Did I ask you for a son, my lord?’ she said. ‘Didn’t I tell you, “Don’t raise my hopes”’” (2 Kings 4:28, NIV)?* The words of that desperate mother to the prophet Elisha touch my heart - strings. Her vexation rattles my mind as I think of both the blessing of children and the landscape of threat surrounding them.
“Dystopian,” and “post apocalyptic” are two words I’ve come to use more often lately. And let’s be honest, I never used them before, but now I find they apply to so many of the movies, shows, and books I’ve noticed lately.
“Post apocalyptic” is what follows an event that spells the total destruction of life as we know it. “Dystopian,” unlike utopian society, is drear, dark, unpromising, and “characterized by human misery . . .”
The Hunger Games and similar works explore that dark side of our imaginative future. I remember listening to a critic berate Hunger Games author Suzanne Collins for not adequately—in her opinion—addressing the ethical considerations of having children fight to the death for their survival. It was too dark, she said. It is dark, I thought. In the weeks following, I watched as the Hunger Games signature mocking jay pins showed upon kid’s lapels and backpacks after they saw the movie or read the book. Why such a dark fascination with life like this? Then I remembered my children’s frame of reference.
I had swayed with my baby girl on my hip when in 1999, as we rang in the new year with friends and family, I wondered if the fateful stroke of midnight would mean global calamity because of the feared “millennium bug.” Massive computer systems could have crashed at Y2K they told us.
Later I clutched my infant son while I stood transfixed in front of the television. First there was smoke, then fire, massive collapse, and then dusty ruins. Where would I run with a baby in tow? I wondered that Tuesday morning in September.
Then, just as life seemed safer, and with my youngest child resting peacefully on my lap, I watched a young father holding a tiny baby dressed in pink. He stood stranded in the humid sky, atop the Danziger Bridge. Cradling her in both hands, he raised her high above his head for the news helicopters, and screamed. “We need formula! We need diapers!” She was only a few days old, born on the eve of Hurricane Katrina.
Things can get a little dark around here. Young and old alike recognize that. Crisis dumbs down for no one. There’s no happy meal version of the horrors so many around the world experience in childhood: slavery, abandonment, decimating disease, poverty, rape, incest, and genocide.
I don’t care how well your senses are tuned, instincts activated, and your protective nature enabled; there is only so much a parent can do in a time of crisis. What you can ensure is that as the young people you know wrap their minds around the times, they do so with the knowledge that God has a purpose for them that transcends this life.
What you can do is teach them that your fierce protection and dogged pursuit of their well-being is you trying to act on God’s love for them.
What you can teach them is that while other people may imagine—and some may try to bring about—human annihilation, the future God has for them is actually bright. It’s not dark.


• **TASK TO CARRY OUT**
Would you please state how many lines in the entries contain the word "pixels"? Only the number should be given.

• **INPUT RECORDS**
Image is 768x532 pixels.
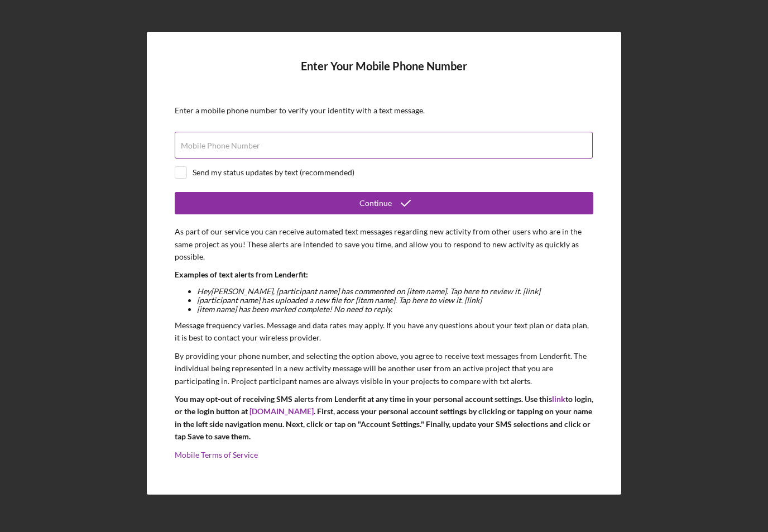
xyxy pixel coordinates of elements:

---

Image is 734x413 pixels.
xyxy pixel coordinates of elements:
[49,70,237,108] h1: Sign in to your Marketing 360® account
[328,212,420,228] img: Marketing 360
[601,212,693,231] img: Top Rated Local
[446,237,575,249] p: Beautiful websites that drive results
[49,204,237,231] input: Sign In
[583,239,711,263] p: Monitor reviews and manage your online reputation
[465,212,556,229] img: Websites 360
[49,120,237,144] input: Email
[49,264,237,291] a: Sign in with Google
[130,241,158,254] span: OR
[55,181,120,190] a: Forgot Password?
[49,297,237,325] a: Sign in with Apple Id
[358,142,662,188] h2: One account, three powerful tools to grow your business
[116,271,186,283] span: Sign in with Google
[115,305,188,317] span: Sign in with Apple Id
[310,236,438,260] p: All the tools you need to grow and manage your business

• **RESPONSE BOX**
2